Christmas Letter - 2004
December 6, 2004
Dear Mom, Dad, Wolf, Elizabeth and Bjorn,Merry Christmas. I am going to give this to Georgette to carry with her so hopefully it will get to you. While I won't be with you this Christmas, at least you'll know exactly where I am.
I got this at Institute Geographique National in Niamey. They didn't have any real maps left but I was able to get this photocopy. I will give you some places to look for:
- Kodo Kouara and Gothèye for starters, of course. I don't think you'll have trouble but if you do, look along the paved highway to Tera.
- Bangou Tara. The main market (Saturday) for my villagers. It's a surprisingly large market for not a huge town. I'm told that it draws people bringing animals etc. in from the bush who I guess don't want to walk to the really big towns of Dargol and Gothèye. And then there are buyers coming - perhaps looking for lower prices. Last time I went to Bangou Tera I saw a man we buy meat from in Gothèye looking for goats.
- I helped a Koda Kwara woman named Buja to plant peanuts. She said she came to Koda Kwara from Dargol last year. She doesn't have any kids with her so sometimes her niece (?) walks from Dargol to stay with her for a while and help. I've never biked to Dargol but I've been as far as Safatane to visit Keri. Safatane has big shady Gow trees all along its stretch of seasonal river.

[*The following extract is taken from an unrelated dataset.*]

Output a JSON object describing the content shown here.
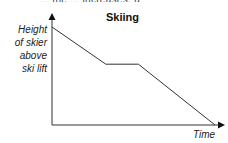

But during rainy season it has to cope with being on the wrong side of the water from the road.
- My closest PCV neighbor is Seth in Garigangui. Garigangui is not a very unified village. It's more of a collection of hamlets with one section identifying with Troumbo (where they originally came from) and the other with Kakassi. I can walk to Seth's house on the far edge of Garigangui in an hour and a half. Surprisingly, it only takes about half an hour longer to bike to Georgett's in Ziguida.
- Alicia's village is called Atteforme but the map calls it Haméné Kouara. Georgette and Alicia's villages are right on the Niger River. Bani Bangon where Nate was is not far away but not near the Niger. I believe it's on the same seasonal river as Kodo Kouara. A volunteer tried to drill a well there last year. They went 50 meters down before giving up. Evidently the geology in this part of Niger means that the water is petty spotty.
- The seasonal river near us is the Dargol but there's another one farther south called the Sirba that Gothèye PCVs were posted along during the 90's.
- Our Gothèye transit house guardian Hasan and his wife Zuwera are not originally from Gothèye. They came from Torodi where there had been a P.C. team at one point. During the summer we gave Zuwera money to go back to Torodi for her sister's wedding. Even though Torodi's on the same map, she had to go to Niamey to get the highway to Torodi.
- Under optimal conditions we can get from Niamey to Gothèye in not much more than an hour. One of the reasons this doesn't happen very often is the "Bac" Ferry. It takes a break in the middle of the day so if we don't get off on time and think we are going to miss the last Bac of morning we may choose to cross the one bridge at Niamey and take the gravel road up the west side of the river.
- A couple of weeks back, Abibulai, the 16 year old neighbor boy told me that men had speared two "haw bi"" (literally "cow black") Georgette and I looked it up in the dictionary. We think they must have been water buffalo. They speared them down near Guériel. I didn't even know there was anything like that in our part of the country. I see lots of birds but no wild animals larger than hedgehogs.
Well, I'd better stop now as the car for Maradi is supposed to leave at six tomorrow and I need to pack.